After Rick Santorum called for sending 10,000 troops to Iraq, Senator Lindsay Graham upped the ante by promising to send another 10,000 to Syria. Not to be outdone, Marco Rubio stole a line from the movie Taken in calling for the deployment of “devastating” American air power: “We will look for you, we will find you, and we will kill you.” George Pataki wants to send in troops to destroy ISIS training and “recruitment centers” (?), and any other areas where it is looking to plan an attack. John Kasich was less specific about his militancy, simply saying: “Let’s just do it.”

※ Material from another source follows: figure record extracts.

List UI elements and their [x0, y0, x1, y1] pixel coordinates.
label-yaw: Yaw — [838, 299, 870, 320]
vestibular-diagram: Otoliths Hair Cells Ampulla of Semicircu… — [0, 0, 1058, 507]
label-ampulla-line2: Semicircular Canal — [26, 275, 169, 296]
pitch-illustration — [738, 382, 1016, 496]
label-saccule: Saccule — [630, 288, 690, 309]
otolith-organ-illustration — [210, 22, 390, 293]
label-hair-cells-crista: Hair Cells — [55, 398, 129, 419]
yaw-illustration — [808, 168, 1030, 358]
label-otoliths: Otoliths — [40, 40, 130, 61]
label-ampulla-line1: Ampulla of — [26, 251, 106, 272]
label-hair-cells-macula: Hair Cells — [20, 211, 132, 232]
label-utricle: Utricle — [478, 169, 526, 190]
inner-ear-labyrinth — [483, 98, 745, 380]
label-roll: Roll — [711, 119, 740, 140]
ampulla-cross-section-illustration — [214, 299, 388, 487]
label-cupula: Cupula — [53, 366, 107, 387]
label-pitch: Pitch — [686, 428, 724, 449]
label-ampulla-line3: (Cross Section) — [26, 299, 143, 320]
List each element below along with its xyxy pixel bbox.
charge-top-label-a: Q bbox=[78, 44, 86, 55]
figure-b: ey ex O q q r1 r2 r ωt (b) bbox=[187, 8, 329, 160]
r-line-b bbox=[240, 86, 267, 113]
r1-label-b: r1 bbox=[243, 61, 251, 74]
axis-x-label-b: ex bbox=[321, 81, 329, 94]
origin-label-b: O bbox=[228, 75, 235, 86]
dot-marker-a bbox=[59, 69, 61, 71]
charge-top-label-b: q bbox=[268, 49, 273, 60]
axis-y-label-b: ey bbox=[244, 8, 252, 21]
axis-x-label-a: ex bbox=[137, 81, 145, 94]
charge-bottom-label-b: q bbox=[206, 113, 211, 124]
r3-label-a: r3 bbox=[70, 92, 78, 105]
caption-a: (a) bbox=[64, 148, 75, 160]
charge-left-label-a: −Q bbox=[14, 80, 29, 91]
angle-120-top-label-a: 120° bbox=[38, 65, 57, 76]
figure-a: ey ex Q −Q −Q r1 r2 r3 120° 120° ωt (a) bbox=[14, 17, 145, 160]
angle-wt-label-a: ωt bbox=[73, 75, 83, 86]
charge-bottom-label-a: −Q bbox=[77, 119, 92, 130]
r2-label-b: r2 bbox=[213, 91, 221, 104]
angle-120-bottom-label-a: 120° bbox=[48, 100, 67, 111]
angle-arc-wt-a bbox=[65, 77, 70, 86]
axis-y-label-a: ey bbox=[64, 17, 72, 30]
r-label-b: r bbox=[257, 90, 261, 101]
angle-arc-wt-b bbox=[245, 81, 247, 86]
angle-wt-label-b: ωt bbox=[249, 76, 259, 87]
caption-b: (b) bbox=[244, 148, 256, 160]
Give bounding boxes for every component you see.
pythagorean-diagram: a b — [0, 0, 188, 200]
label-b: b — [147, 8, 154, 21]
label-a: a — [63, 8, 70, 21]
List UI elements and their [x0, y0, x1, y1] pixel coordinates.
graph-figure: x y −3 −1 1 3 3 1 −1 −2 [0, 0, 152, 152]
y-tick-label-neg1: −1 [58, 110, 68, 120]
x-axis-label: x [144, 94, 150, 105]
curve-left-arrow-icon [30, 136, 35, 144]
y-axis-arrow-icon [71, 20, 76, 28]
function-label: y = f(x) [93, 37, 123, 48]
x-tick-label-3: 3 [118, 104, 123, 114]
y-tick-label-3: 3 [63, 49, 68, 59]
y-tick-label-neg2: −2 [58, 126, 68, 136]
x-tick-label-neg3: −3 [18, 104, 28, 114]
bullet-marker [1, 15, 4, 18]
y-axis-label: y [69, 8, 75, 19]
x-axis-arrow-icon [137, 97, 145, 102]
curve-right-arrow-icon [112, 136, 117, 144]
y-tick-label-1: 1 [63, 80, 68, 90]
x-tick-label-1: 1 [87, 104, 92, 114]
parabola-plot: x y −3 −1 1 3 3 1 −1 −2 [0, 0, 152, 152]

Hand it to Governor Scott Walker, who has compared fighting ISIS to battling labor unions in his state, to raise the stakes even further. Walker insisted that he would not only tear up the nuclear accord with Iran on the first day of his presidency, but that between his swearing in and inaugural ball, he might well launch military action—presumably against Iran.

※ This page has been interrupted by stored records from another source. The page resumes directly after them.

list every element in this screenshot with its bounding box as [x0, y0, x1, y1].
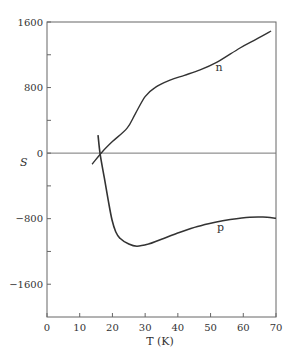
curve-p-label: p — [217, 221, 224, 234]
x-axis-ticks: 010203040506070 — [44, 313, 283, 333]
x-tick-label: 50 — [204, 322, 217, 333]
plot-frame — [47, 22, 276, 317]
y-tick-label: 1600 — [18, 17, 43, 28]
x-tick-label: 20 — [106, 322, 119, 333]
y-tick-label: −1600 — [9, 279, 43, 290]
x-tick-label: 40 — [171, 322, 184, 333]
curve-n-label: n — [215, 61, 222, 74]
curve-p — [98, 135, 276, 246]
x-tick-label: 70 — [270, 322, 283, 333]
x-tick-label: 10 — [73, 322, 86, 333]
y-axis-ticks: 16008000−800−1600 — [9, 17, 51, 290]
thermopower-chart: 010203040506070 16008000−800−1600 S T (K… — [0, 0, 294, 355]
y-tick-label: 800 — [24, 82, 43, 93]
x-tick-label: 60 — [237, 322, 250, 333]
curve-n — [92, 31, 271, 164]
x-axis-label: T (K) — [146, 335, 174, 348]
y-tick-label: −800 — [16, 213, 43, 224]
x-tick-label: 0 — [44, 322, 50, 333]
y-tick-label: 0 — [37, 148, 43, 159]
x-tick-label: 30 — [139, 322, 152, 333]
y-axis-label: S — [20, 156, 28, 169]
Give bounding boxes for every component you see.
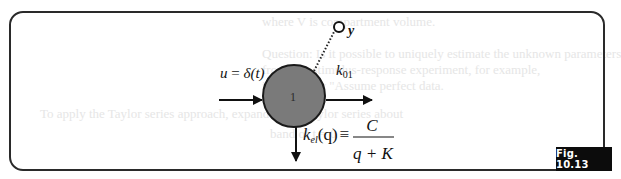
figure-label: Fig. 10.13 — [556, 147, 612, 171]
compartment-1-label: 1 — [290, 90, 296, 104]
k01-label: k01 — [336, 62, 353, 80]
observation-node-icon — [334, 22, 344, 32]
input-label: u = δ(t) — [220, 65, 265, 82]
kel-numerator: C — [366, 116, 378, 135]
kel-label: kel(q)≡ — [303, 125, 349, 145]
observation-label: y — [346, 23, 355, 38]
kel-denominator: q + K — [353, 144, 394, 163]
observation-line — [314, 32, 334, 71]
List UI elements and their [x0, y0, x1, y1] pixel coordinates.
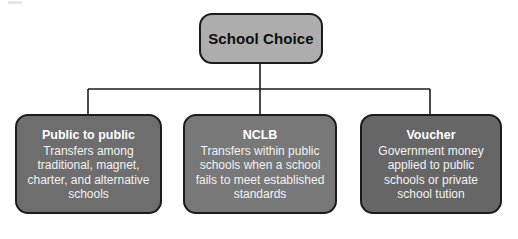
node-nclb-title: NCLB — [243, 128, 278, 143]
node-public-to-public[interactable]: Public to public Transfers among traditi… — [15, 114, 162, 214]
node-public-to-public-description: Transfers among traditional, magnet, cha… — [23, 144, 154, 202]
node-voucher-description: Government money applied to public schoo… — [368, 144, 494, 202]
node-public-to-public-title: Public to public — [42, 128, 135, 143]
node-school-choice[interactable]: School Choice — [199, 13, 323, 64]
scan-artifact — [8, 1, 22, 4]
node-nclb[interactable]: NCLB Transfers within public schools whe… — [183, 114, 337, 214]
node-voucher-title: Voucher — [406, 128, 455, 143]
node-school-choice-title: School Choice — [208, 30, 313, 47]
node-voucher[interactable]: Voucher Government money applied to publ… — [360, 114, 502, 214]
node-nclb-description: Transfers within public schools when a s… — [191, 144, 329, 202]
school-choice-diagram: School Choice Public to public Transfers… — [0, 0, 518, 239]
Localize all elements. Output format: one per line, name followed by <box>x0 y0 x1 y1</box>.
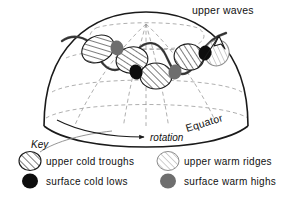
key-title: Key <box>31 139 49 150</box>
legend-group: upper cold troughs upper warm ridges sur… <box>19 152 276 189</box>
upper-cold-trough-marker <box>140 63 172 89</box>
legend-swatch-hatched-ellipse-light-icon <box>157 152 179 171</box>
legend-item-surface-warm-highs: surface warm highs <box>160 174 276 189</box>
legend-label-surface-cold-lows: surface cold lows <box>46 176 128 187</box>
legend-label-upper-warm-ridges: upper warm ridges <box>184 156 272 167</box>
legend-item-upper-cold-troughs: upper cold troughs <box>19 152 134 171</box>
rotation-label: rotation <box>150 132 184 143</box>
upper-waves-label: upper waves <box>192 4 254 16</box>
legend-swatch-filled-circle-gray-icon <box>160 174 176 189</box>
legend-item-surface-cold-lows: surface cold lows <box>22 174 128 189</box>
upper-waves-hemisphere-diagram: upper waves Equator rotation Key upper c… <box>0 0 292 199</box>
diagram-figure: upper waves Equator rotation Key upper c… <box>0 0 292 199</box>
legend-swatch-hatched-ellipse-dark-icon <box>19 152 41 171</box>
legend-label-upper-cold-troughs: upper cold troughs <box>46 156 134 167</box>
legend-item-upper-warm-ridges: upper warm ridges <box>157 152 272 171</box>
legend-label-surface-warm-highs: surface warm highs <box>184 176 276 187</box>
legend-swatch-filled-circle-black-icon <box>22 174 38 189</box>
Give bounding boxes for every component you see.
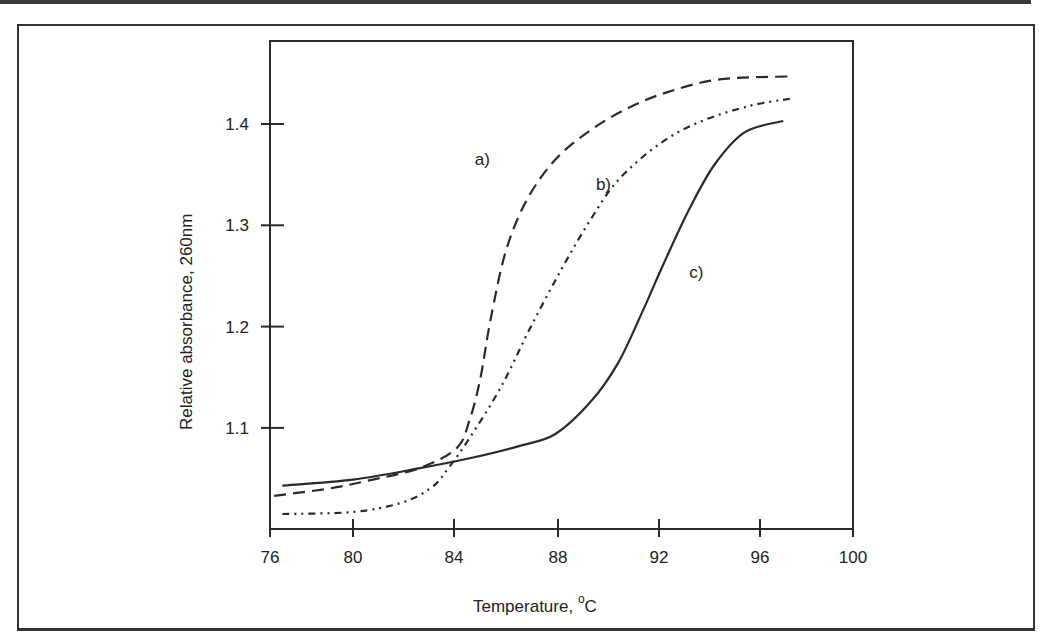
x-tick-label: 88 [549,548,568,567]
y-tick-label: 1.4 [225,115,249,134]
plot-area [270,41,853,529]
y-axis-label: Relative absorbance, 260nm [177,214,196,430]
x-axis-ticks: 768084889296100 [261,519,868,567]
y-tick-label: 1.2 [225,318,249,337]
y-tick-label: 1.3 [225,216,249,235]
curve-b [282,99,790,514]
curve-c [282,121,783,486]
x-tick-label: 80 [344,548,363,567]
chart: 768084889296100 1.11.21.31.4 a)b)c) Temp… [0,0,1051,641]
curve-a [274,76,790,495]
x-tick-label: 76 [261,548,280,567]
y-tick-label: 1.1 [225,419,249,438]
x-tick-label: 84 [445,548,464,567]
x-axis-label: Temperature, oC [473,592,597,616]
x-tick-label: 92 [650,548,669,567]
curve-label: c) [689,263,703,282]
x-tick-label: 96 [751,548,770,567]
curve-labels: a)b)c) [475,150,704,282]
y-axis-ticks: 1.11.21.31.4 [225,115,284,438]
curve-label: b) [596,175,611,194]
x-tick-label: 100 [839,548,867,567]
curves [274,76,790,514]
curve-label: a) [475,150,490,169]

But, as expected, Donald Trump “trumped” them all. Claiming he was a military genius, Trump said he who would instantly find a “General Patton” or “General MacArthur,” who would finally put our military in a win column. How? He had his own foolproof plan for stopping ISIS. As he put it: “Take back the oil. Once you go over and take back that oil, they have nothing. You bomb the hell out of them, and then you encircle it, and then you go in. And you let Mobil go in, and you let our great oil companies go in. Once you take that oil, they have nothing left.”
The only thing missing is Ted Cruz promising he would nuke the wider Middle East (don’t be surprised if he does). This is unbelievable. Haven’t Republicans learned anything from our disastrous wars in Vietnam, Afghanistan, Iraq, Libya, and now unfolding in Syria? Instead of realizing that war should be resorted to as a last resort, and only when it’s clearly in our national interests, they continue to offer it as our first response to a threat, and to them every threat is existential. More bombs and more troops is always their “solution.” And, if this doesn’t work, send in more of the same. This war-hawk mend set has so engulfed the party, it should be renamed the “War Party.”
No doubt about it; it’s the current crop of republican presidential hopefuls for their irresponsible war mongering along with other absurdities they've been spewing forth on the campaign trail.
I vote for Hasselbeck, if for no other reason than your description of the threat of "a flaming weaponized cigarette." If that doesn't evoke absurdity, I don't know what does.